COVID cases are at an all time high in America, and might reach as high as 5 million in a week. How can you stay safe? Dr. Ashish Jha, Dean of the Brown University School of Public Health, appeared on the NBC's Nightly News with Lestor Holt and MSNBC's Rachel Maddow to discuss just that—and mention when this current Omicron surge might peak. "I don't think we're all gonna be infected," he said. "Many Americans are, but there's a lot we can do to protect ourselves. My hope is that a vast majority of Americans don't end up getting infected from this variant." Read on for how you can stay safe—and to ensure your health and the health of others, don't miss these Sure Signs You've Already Had COVID.
Virus Experts Warns These are the People Filling Hospitals

Virus experts are saying we need to focus more on the number of hospitalizations. "We are seeing a little bit of a breaking of the link between cases and hospitalizations," said Dr. Jha to Maddow. "All through the Delta wave, throughout the entire pandemic, we could look at infections and predict how many people would get hospitalized a week from now, how many people would die three to four weeks from now? That link was very, very tight. What is happening now is we're seeing a lot of infections in boosted people and vaccinated people that are not leading to hospitalizations, that are not leading to death because vaccines work. The reason you're still seeing a hospitalization increase in a lot of those places, it's because 40% of Americans are still not fully vaccinated, 80% of Americans are not yet boosted and not just overall, but we have like 7 million elderly Americans who are not vaccinated at all. It's just striking to me how many vulnerable people are still out there. That's what those are the folks who, when they get infected are going to the hospital or ended up in the ICU."
Virus Experts Warns These People are at "Substantial Risk"

"There's more breakthrough infections with Omicron than there was with Delta" said Dr. Jha to Maddow. "But there is no question about it that their levels of illness is very, very low after that breakthrough, compared to what we saw with Delta. For unvaccinated people, the jury is not fully in, I think the data suggests that it may be milder for them, but milder is relative, right? Delta was really bad. Omicron is still pretty bad, maybe marginally better. That's good, but that you can't take any solace in that. Unvaccinated people, especially elderly, high risk unvaccinated people remain at substantial risk from Omicron."
Virus Expert Says Here's How and When Omicron Might Peak

"I think the steepness, and then also looking at what happened in South Africa, getting some early glimpses out of London and other places in Europe, which went about two weeks before us—I think there is reason to believe that we're gonna see a kind of a peaking of this wave. It'll vary from place to place across the country, but a peaking, let's say about two weeks from now in places like New York, New Jersey, maybe a little bit later on in other parts of the country nationally. I do expect some time in the second half of this month for there to be a national peak and then hopefully a very rapid decline down. That's what we're all hoping for, but every country's a little bit different. And I don't think we can rely on looking at South Africa or even the UK and be confident that that's what's gonna happen here."
Virus Expert Said Omicron May Push Delta Out But We Don't Know

Will Omicron take over Delta completely? "We don't know. We did see it push Delta out in South Africa in the UK. The data's not totally clear yet. It looks like it's suppressing Delta. If it ends up pushing Delta out, it would be terrific. Because all the data so far suggests that Omicron is a milder version. And obviously if we're gonna have a virus circulating around, I'd rather have a milder version circulating." Might Omicron be the beginning of the end? "I hope so," Jha told Holt. "I mean, I do think a lot of Americans are gonna end up getting infected. Now obviously we have a good chunk of Americans all still vaccinated. That means, if there are future variants, that they will impact us less because we have so much immunity in our population and that's how a pandemic comes to an end. And that's what I'm hoping we're looking forward to."
Jha Said This is How to Best Isolate After COVID Infection

Jha Tweeted: "What would ideal COVID Isolation guidance be? Once rapid antigen tests are cheap & ubiquitous:
- Isolate for first 5 days
- Then test daily
- Negative X 2 days? End isolation. Good to go
- Positive? Remain in isolation until 2 negs or 10 days
I think it's that simple." He added:
"While 2 negative tests lets you be super confident. Single negative test after 5 days still quite helpful. And if no test available? For vaccinated folks: 5 days isolation and — if symptom free — diligently wearing high quality mask at all times around others is reasonable."
How to Stay Safe Out There

"The primary purpose of vaccines is to prevent serious illness and death," he said in a viral tweet this week. "To that end, vaccines are working remarkably well." Follow the public health fundamentals and help end this pandemic, no matter where you live—get vaccinated ASAP; if you live in an area with low vaccination rates, wear an N95 face mask, don't travel, social distance, avoid large crowds, don't go indoors with people you're not sheltering with (especially in bars), practice good hand hygiene, and to protect your life and the lives of others, don't visit any of these 35 Places You're Most Likely to Catch COVID.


WORK INSTRUCTIONS:
For each line below that holds "Тривалість", return the line as it stands.

Web page and app entries
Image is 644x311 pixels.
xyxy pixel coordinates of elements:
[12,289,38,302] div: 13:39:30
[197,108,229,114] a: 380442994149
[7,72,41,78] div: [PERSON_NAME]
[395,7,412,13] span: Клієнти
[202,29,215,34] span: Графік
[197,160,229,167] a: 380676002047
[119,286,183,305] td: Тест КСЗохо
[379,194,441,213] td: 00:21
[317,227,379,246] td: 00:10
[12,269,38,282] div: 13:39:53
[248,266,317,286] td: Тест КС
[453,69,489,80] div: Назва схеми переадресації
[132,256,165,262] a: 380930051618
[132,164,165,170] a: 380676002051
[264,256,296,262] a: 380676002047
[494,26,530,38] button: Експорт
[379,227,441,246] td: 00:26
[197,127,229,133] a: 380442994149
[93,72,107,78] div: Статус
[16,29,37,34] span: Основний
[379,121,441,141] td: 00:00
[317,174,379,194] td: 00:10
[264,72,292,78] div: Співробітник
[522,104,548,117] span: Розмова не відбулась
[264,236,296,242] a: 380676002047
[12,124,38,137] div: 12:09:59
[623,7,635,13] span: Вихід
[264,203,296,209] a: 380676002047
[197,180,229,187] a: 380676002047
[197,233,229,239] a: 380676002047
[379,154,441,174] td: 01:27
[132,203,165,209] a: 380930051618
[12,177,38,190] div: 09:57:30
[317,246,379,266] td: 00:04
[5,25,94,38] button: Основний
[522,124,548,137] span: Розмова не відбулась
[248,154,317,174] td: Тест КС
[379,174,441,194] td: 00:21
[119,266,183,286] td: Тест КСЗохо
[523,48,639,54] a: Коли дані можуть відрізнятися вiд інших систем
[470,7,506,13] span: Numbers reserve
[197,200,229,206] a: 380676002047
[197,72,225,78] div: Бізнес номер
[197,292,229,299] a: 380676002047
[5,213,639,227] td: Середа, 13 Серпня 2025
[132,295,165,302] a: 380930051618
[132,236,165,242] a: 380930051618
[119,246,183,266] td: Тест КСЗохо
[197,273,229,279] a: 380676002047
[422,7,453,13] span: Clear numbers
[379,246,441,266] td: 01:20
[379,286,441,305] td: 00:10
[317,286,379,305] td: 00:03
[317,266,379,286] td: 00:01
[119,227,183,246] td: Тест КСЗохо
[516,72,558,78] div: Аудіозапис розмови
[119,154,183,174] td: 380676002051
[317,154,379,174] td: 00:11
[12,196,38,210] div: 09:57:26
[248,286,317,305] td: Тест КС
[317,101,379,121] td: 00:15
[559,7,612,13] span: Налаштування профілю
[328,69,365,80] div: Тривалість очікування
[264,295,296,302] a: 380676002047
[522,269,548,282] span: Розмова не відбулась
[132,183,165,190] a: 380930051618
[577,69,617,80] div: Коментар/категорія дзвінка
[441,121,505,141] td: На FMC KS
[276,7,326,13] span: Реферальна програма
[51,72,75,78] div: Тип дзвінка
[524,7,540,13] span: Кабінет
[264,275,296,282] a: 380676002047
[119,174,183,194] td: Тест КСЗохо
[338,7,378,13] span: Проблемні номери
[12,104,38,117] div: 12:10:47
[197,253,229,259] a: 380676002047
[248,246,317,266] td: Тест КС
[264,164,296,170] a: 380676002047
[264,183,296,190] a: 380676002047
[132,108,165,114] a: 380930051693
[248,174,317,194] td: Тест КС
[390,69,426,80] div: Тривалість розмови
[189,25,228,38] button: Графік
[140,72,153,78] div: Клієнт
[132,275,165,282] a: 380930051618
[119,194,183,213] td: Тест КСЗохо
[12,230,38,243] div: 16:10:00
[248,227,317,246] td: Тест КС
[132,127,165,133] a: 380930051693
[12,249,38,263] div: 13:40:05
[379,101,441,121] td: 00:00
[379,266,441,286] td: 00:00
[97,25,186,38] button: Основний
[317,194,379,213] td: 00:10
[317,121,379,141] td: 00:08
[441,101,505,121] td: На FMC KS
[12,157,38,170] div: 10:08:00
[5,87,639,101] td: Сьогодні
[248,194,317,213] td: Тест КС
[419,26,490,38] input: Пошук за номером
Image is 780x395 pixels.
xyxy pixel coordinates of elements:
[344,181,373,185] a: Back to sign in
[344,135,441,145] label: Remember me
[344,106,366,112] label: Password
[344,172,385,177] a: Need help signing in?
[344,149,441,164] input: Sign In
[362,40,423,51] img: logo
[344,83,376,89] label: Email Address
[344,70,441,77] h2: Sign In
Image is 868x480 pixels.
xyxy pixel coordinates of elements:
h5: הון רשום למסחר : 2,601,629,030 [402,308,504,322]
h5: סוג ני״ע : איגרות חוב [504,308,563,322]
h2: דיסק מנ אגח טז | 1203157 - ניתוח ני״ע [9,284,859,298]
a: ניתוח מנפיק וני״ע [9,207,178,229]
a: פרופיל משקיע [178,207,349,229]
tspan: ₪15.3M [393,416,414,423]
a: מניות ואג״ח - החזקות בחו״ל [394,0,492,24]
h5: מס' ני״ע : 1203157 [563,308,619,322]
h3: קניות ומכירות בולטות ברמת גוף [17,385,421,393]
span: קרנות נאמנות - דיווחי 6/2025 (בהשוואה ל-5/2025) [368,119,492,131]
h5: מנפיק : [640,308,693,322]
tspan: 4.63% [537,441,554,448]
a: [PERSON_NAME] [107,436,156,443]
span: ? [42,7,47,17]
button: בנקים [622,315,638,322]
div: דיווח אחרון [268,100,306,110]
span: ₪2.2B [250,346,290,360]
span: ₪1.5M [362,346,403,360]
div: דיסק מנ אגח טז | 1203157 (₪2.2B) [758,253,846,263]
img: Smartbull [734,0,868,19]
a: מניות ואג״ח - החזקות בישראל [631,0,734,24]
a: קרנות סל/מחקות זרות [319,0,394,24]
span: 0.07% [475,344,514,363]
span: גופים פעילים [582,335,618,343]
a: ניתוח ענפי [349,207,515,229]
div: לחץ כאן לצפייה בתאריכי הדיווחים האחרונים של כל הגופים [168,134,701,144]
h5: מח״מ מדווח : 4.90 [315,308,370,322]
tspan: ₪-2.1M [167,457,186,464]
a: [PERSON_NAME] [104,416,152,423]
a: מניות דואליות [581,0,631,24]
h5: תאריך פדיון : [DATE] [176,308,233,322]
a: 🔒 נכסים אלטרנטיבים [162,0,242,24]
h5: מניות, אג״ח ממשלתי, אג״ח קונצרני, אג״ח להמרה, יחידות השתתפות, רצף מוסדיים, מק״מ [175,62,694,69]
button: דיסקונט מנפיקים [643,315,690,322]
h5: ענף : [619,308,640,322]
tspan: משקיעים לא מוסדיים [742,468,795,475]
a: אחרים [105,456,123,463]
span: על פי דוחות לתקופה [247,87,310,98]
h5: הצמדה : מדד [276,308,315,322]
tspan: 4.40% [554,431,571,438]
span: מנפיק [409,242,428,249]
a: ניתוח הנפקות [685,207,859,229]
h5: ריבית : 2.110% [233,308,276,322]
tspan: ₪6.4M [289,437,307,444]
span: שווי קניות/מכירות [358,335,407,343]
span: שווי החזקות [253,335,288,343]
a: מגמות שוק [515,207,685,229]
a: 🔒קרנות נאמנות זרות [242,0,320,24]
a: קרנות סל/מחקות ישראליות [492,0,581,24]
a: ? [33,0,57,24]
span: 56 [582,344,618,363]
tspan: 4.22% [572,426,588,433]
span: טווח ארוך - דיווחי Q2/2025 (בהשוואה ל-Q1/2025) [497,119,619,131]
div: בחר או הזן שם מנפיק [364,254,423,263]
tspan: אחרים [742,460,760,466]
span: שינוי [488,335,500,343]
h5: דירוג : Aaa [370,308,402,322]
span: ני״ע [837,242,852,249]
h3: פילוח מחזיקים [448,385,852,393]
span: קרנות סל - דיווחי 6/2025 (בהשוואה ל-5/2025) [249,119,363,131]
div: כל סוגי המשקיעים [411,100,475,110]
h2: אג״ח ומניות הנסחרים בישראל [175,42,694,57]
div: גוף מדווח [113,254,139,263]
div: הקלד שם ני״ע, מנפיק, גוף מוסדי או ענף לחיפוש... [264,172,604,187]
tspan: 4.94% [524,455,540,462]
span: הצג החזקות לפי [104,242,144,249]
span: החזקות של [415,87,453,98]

FINISHED EXERCISE:
[328,69,365,80] div: Тривалість очікування
[390,69,426,80] div: Тривалість розмови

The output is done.